Oakland, CA – Migraine Drugs represented less than 1% of all prescriptions dispensed to California injured workers in 2023 but they consumed 4.7% of workers’ compensation drug payments, a nearly...
COMPLEX EMPLOYMENT ISSUES FOR CALIFORNIA WORKERS' COMPENSATION A new softbound supplement to Rassp & Herlick, California Workers’ Compensation Law 284 pages PIN #0006801214509 For...
By Hon. Colleen Casey, Former Commissioner, California Workers’ Compensation Appeals Board Just when you thought the right of “due process” was on the brink of destruction, the legislature...
By Hon. Susan V. Hamilton, Former Assistant Secretary and Deputy Commissioner, California Workers’ Compensation Appeals Board Over the past several decades California has implemented broad legislative...
CALIFORNIA COMPENSATION CASES Vol. 89, No. 9 September 2024 A Report of En Banc and Significant Panel Decisions of the WCAB and Selected Court Opinions of Related Interest, With a Digest of WCAB Decisions...
Where a worker admitted that he was responsible for his own equipment, provided his own labor and equipment, and was responsible for his own Workers' Compensation insurance, it was appropriate for the fact-finder to determine that he was an independent contractor and not an employee. Accordingly, as an independent contractor, he could not maintain a retaliatory discharge action under Ohio Rev. Code § 4123.90.
Thomas A. Robinson, J.D., the Feature National Columnist for the LexisNexis Workers’ Compensation eNewsletter, is the co-author of Larson’s Workers’ Compensation Law (LexisNexis).
LexisNexis Online Subscribers: Citations below link to Lexis Advance.
See DeLong v. Thompson, 2018-Ohio-770, 2018 Ohio App. LEXIS 808 (Mar. 1, 2018)
See generally Larson’s Workers’ Compensation Law, § 104.07.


| Task brief |
Go through the records below and return each line that has "name" in it.

Collected data
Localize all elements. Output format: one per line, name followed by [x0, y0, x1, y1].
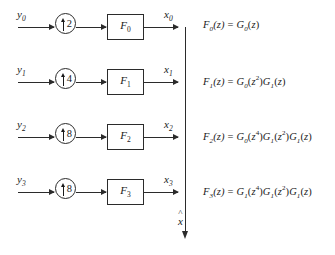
input-signal-label: y1: [17, 63, 26, 78]
input-signal-index: 3: [22, 179, 26, 188]
upsampler-node: 8: [55, 123, 76, 144]
equation-term-function: G: [289, 131, 297, 142]
output-signal-label: x1: [164, 63, 173, 78]
transfer-function-equation: F0(z)=G0(z): [203, 19, 259, 33]
wire-arrowhead: [173, 79, 179, 85]
output-label-xhat: ^ x: [178, 211, 183, 226]
up-arrow-icon: [61, 128, 66, 141]
xhat-variable: x: [178, 216, 183, 226]
branch-row: y02F0x0F0(z)=G0(z): [0, 0, 335, 55]
input-signal-index: 2: [22, 124, 26, 133]
equation-paren-close: ): [308, 131, 312, 142]
output-signal-label: x3: [164, 173, 173, 188]
transfer-function-equation: F3(z)=G1(z4)G1(z2)G1(z): [203, 184, 312, 200]
upsample-factor-label: 4: [66, 74, 72, 85]
filter-block: F3: [107, 179, 144, 205]
filter-name: F: [120, 184, 127, 196]
upsampler-node: 8: [55, 178, 76, 199]
output-signal-label: x2: [164, 118, 173, 133]
wire-arrowhead: [173, 189, 179, 195]
upsample-factor-label: 8: [66, 129, 72, 140]
input-signal-index: 0: [22, 14, 26, 23]
wire-arrowhead: [173, 24, 179, 30]
branch-row: y28F2x2F2(z)=G0(z4)G1(z2)G1(z): [0, 110, 335, 165]
bus-output-arrowhead: [182, 231, 188, 239]
filter-block-label: F2: [120, 129, 130, 144]
equation-term-function: G: [263, 131, 271, 142]
filter-block-label: F1: [120, 74, 130, 89]
filter-index: 0: [127, 26, 131, 35]
equation-term-function: G: [289, 186, 297, 197]
output-signal-label: x0: [164, 8, 173, 23]
equation-lhs-argument: (z): [213, 186, 224, 197]
filter-block: F2: [107, 124, 144, 150]
equation-equals-sign: =: [225, 19, 237, 30]
upsampler-content: 8: [56, 124, 77, 145]
branch-row: y14F1x1F1(z)=G0(z2)G1(z): [0, 55, 335, 110]
equation-term-function: G: [263, 76, 271, 87]
filter-index: 1: [127, 81, 131, 90]
equation-lhs-argument: (z): [213, 19, 224, 30]
filter-block: F1: [107, 69, 144, 95]
up-arrow-icon: [61, 18, 66, 31]
output-signal-index: 3: [169, 179, 173, 188]
filter-name: F: [120, 74, 127, 86]
filter-block: F0: [107, 14, 144, 40]
equation-paren-close: ): [256, 19, 260, 30]
equation-lhs-argument: (z): [213, 131, 224, 142]
upsampler-content: 4: [56, 69, 77, 90]
upsampler-node: 4: [55, 68, 76, 89]
transfer-function-equation: F1(z)=G0(z2)G1(z): [203, 74, 286, 90]
equation-equals-sign: =: [225, 76, 237, 87]
equation-paren-close: ): [308, 186, 312, 197]
filter-index: 2: [127, 136, 131, 145]
equation-term-function: G: [263, 186, 271, 197]
equation-equals-sign: =: [225, 131, 237, 142]
upsample-factor-label: 8: [66, 184, 72, 195]
filter-index: 3: [127, 191, 131, 200]
filter-name: F: [120, 19, 127, 31]
up-arrow-icon: [61, 73, 66, 86]
input-signal-label: y3: [17, 173, 26, 188]
input-signal-index: 1: [22, 69, 26, 78]
up-arrow-icon: [61, 183, 66, 196]
summing-bus-line: [185, 27, 186, 235]
output-signal-index: 0: [169, 14, 173, 23]
transfer-function-equation: F2(z)=G0(z4)G1(z2)G1(z): [203, 129, 312, 145]
filter-block-label: F0: [120, 19, 130, 34]
output-signal-index: 2: [169, 124, 173, 133]
equation-lhs-argument: (z): [213, 76, 224, 87]
equation-equals-sign: =: [225, 186, 237, 197]
upsampler-content: 2: [56, 14, 77, 35]
signal-flow-diagram: y02F0x0F0(z)=G0(z)y14F1x1F1(z)=G0(z2)G1(…: [0, 0, 335, 255]
upsampler-content: 8: [56, 179, 77, 200]
input-signal-label: y2: [17, 118, 26, 133]
output-signal-index: 1: [169, 69, 173, 78]
wire-arrowhead: [173, 134, 179, 140]
upsample-factor-label: 2: [66, 19, 72, 30]
filter-block-label: F3: [120, 184, 130, 199]
equation-paren-close: ): [282, 76, 286, 87]
branch-row: y38F3x3F3(z)=G1(z4)G1(z2)G1(z): [0, 165, 335, 220]
input-signal-label: y0: [17, 8, 26, 23]
upsampler-node: 2: [55, 13, 76, 34]
filter-name: F: [120, 129, 127, 141]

| Answer |
Localize all elements. Output format: one per line, name followed by [x0, y0, x1, y1].
filter-name: F: [120, 184, 127, 196]
filter-name: F: [120, 74, 127, 86]
filter-name: F: [120, 19, 127, 31]
filter-name: F: [120, 129, 127, 141]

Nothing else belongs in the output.